“A wedge of cheese drops in Plymouth. A lighted cherry does same in Sister Bay. At bars, supper clubs and fancy meetin' places throughout this slice of Klondike we call Wisconsin, an old year is kissed off and a new one greeted with some amount of booze in the veins and varying degrees of hope in our hearts.”
That's the purple prose atop this very blog a year ago when I gamely made predictions as to what to expect in 2018. Turns out the first paragraph was the most accurate of the piece.
I wished for a lot: an end to mass shootings which continued this year at a deadly and alarming clip. A hope that reality TV would fade is being met with new seasons of tired old “favorites” and a new thing called “The Masked Singer” on Fox that I only know of because the network runs promos for it as part of every commercial block of each NFL game it airs.Â
I enjoy sports but proved I know nothing about it in last year's piece, warning Brewers fans to “diminish your expectations for 2018”, predicting a slight performance drop by a team that many thought over-achieved in 2017. GM David Stearns, I proclaimed, would “stay on-plan” by allowing young talent to fill the Crew's needs.
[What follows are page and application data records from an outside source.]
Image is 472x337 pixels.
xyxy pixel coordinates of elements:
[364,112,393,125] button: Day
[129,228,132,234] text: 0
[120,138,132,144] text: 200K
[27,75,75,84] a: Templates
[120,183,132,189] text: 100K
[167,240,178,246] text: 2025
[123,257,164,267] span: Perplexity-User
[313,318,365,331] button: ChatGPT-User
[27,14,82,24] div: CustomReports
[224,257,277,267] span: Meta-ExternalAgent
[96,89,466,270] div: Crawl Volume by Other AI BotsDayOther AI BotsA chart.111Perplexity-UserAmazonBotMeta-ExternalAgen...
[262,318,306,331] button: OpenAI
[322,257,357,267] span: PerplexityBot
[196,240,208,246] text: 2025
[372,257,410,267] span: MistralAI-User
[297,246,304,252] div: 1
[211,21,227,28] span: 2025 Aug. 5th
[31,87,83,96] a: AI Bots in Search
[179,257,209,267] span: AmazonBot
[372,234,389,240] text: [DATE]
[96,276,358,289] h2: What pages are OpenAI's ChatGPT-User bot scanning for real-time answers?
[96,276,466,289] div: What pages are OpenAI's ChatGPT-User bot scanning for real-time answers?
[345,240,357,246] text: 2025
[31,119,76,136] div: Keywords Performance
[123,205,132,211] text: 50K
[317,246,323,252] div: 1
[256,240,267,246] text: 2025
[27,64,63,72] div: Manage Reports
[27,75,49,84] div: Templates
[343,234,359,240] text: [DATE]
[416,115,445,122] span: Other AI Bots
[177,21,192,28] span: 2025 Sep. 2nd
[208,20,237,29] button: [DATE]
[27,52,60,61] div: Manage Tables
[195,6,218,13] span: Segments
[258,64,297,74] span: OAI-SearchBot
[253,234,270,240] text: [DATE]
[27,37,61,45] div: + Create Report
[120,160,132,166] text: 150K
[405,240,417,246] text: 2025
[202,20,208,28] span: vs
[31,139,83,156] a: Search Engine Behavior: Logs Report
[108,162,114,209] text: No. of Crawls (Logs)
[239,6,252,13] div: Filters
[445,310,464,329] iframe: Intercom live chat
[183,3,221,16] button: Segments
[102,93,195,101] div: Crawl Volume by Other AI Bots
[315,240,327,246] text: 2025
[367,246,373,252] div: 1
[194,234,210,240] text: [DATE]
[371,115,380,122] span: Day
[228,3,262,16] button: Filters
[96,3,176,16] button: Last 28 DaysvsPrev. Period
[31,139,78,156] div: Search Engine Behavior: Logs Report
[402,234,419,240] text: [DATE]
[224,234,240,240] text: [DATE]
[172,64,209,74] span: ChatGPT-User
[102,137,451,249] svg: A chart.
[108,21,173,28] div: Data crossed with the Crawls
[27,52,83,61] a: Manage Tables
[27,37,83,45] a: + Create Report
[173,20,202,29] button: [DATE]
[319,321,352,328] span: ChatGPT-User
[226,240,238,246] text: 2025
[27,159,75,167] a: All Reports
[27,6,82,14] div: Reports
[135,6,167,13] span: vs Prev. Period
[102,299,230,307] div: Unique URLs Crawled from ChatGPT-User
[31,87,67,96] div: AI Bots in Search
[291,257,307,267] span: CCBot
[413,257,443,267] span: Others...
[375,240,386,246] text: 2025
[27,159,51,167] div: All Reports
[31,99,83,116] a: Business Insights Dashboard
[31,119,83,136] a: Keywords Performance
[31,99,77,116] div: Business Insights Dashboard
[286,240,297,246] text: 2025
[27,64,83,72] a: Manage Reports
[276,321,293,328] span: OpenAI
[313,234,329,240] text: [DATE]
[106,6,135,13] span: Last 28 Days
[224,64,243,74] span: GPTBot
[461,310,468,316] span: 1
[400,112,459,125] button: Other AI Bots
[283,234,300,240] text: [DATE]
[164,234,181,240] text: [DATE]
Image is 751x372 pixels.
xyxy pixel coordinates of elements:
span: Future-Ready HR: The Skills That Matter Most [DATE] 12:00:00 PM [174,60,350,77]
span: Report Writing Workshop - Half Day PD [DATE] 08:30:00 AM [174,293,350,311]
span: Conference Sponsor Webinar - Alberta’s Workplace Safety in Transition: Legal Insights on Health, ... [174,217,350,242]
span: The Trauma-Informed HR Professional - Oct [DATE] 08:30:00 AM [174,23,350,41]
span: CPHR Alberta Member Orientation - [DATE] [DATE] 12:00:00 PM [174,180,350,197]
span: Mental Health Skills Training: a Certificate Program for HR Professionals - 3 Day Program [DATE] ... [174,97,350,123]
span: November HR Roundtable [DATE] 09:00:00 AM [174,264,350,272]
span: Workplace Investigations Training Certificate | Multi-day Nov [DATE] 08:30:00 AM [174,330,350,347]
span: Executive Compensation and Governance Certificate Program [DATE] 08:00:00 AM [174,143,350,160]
He promptly acquired veterans Christian Yelich and Lorenzo Cain the following month, not to mention other key pieces over the course of the campaign that ended with Milwaukee falling a win shy of the National League pennant last fall.Â
As for the Packers, I called for a return to home-field dominance–as if THAT was the team's most aching 2018 need. Sure, they'd log five wins at home this past season but then lose all but one on the road in finishing out of playoff contention for a second straight season. The 2017 flop got written off because of Aaron Rodgers' shoulder injury but there are no excuses for an '18 slate that saw the in-season firing of Mike McCarthy. One epiphany from the past year is the fact that Green Bay hasn't been the same since starting 2015 with six straight wins before a Monday night loss at Denver that marked the beginning of the end. Rodgers hasn't been nearly as dominant ever since, nor has the rest of the Pack which played roughly .500 ball since. Why? Finding an answer could be a key part of a 2019 fix.
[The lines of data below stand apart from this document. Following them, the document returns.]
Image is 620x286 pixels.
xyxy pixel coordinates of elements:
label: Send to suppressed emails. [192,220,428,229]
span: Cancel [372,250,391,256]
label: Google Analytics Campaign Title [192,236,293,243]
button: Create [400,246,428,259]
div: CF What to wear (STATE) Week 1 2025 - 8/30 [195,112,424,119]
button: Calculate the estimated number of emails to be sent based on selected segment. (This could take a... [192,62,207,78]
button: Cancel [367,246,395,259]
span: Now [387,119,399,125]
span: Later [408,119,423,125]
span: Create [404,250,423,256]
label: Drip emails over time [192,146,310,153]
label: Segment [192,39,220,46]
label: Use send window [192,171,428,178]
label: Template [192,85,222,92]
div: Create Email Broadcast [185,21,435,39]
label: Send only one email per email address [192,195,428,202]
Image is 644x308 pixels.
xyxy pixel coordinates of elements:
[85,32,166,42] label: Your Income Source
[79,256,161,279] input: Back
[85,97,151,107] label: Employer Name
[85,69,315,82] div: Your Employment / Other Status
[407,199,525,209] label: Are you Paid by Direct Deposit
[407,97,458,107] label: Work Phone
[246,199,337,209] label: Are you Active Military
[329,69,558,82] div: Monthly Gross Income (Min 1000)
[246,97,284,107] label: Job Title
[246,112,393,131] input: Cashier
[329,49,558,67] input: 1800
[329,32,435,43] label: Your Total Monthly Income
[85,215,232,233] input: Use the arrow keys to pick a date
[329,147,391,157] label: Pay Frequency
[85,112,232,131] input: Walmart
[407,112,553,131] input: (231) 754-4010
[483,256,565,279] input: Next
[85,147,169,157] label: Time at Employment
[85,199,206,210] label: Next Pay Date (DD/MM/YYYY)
2018 proved that the chasms that divide us grew no smaller, that news comes at us like water from a fire hose what with viral outrages, hot takes, homemade videos and social media snark filling the void between the latest headlines (kids, be sure to ask mom or dad what a “headline” was). One thing for sure last year is that the job of gathering news became a lot more dangerous, if not deadly. It hasn't become any easier, either, amid a push by some in power to make sure reporters and voters have a harder time finding out what government is doing. The try by some Wisconsin lawmakers to re-do the state's open records law during the July 4th, 2015 holiday is a glaring example of what continues elsewhere around the country on an all too frequent basis. Sunshine remains the best disinfectant and accountability is needed now more than ever. We should all have our collective heads on a swivel to look for signs of darkness in courthouses and city halls locally. making sure the people's work is done in plain sight.Â
Let's have a 2019 where facts are found freely and agreed upon mutually so that the new year's problems can be solved, not shouted about. May the next 12 months bring us closer to a place where we can chat without clamor, where the government's bidding is done in broad daylight and reported by professionals who don't have to worry about access or personal safety. Here's to a better 2019 Packers season (could things get any worse?) and a repeat playoff run by the Brewers. And how 'bout those Bucks?!? Love the team and the new arena, but not the $12 Fiserv Forum beers.Â
That's a blog for another time, in a new year. Until then, beware of falling cheese wedges and lit cherries. Party hard but safe as 2019 arrives. See you on the other side.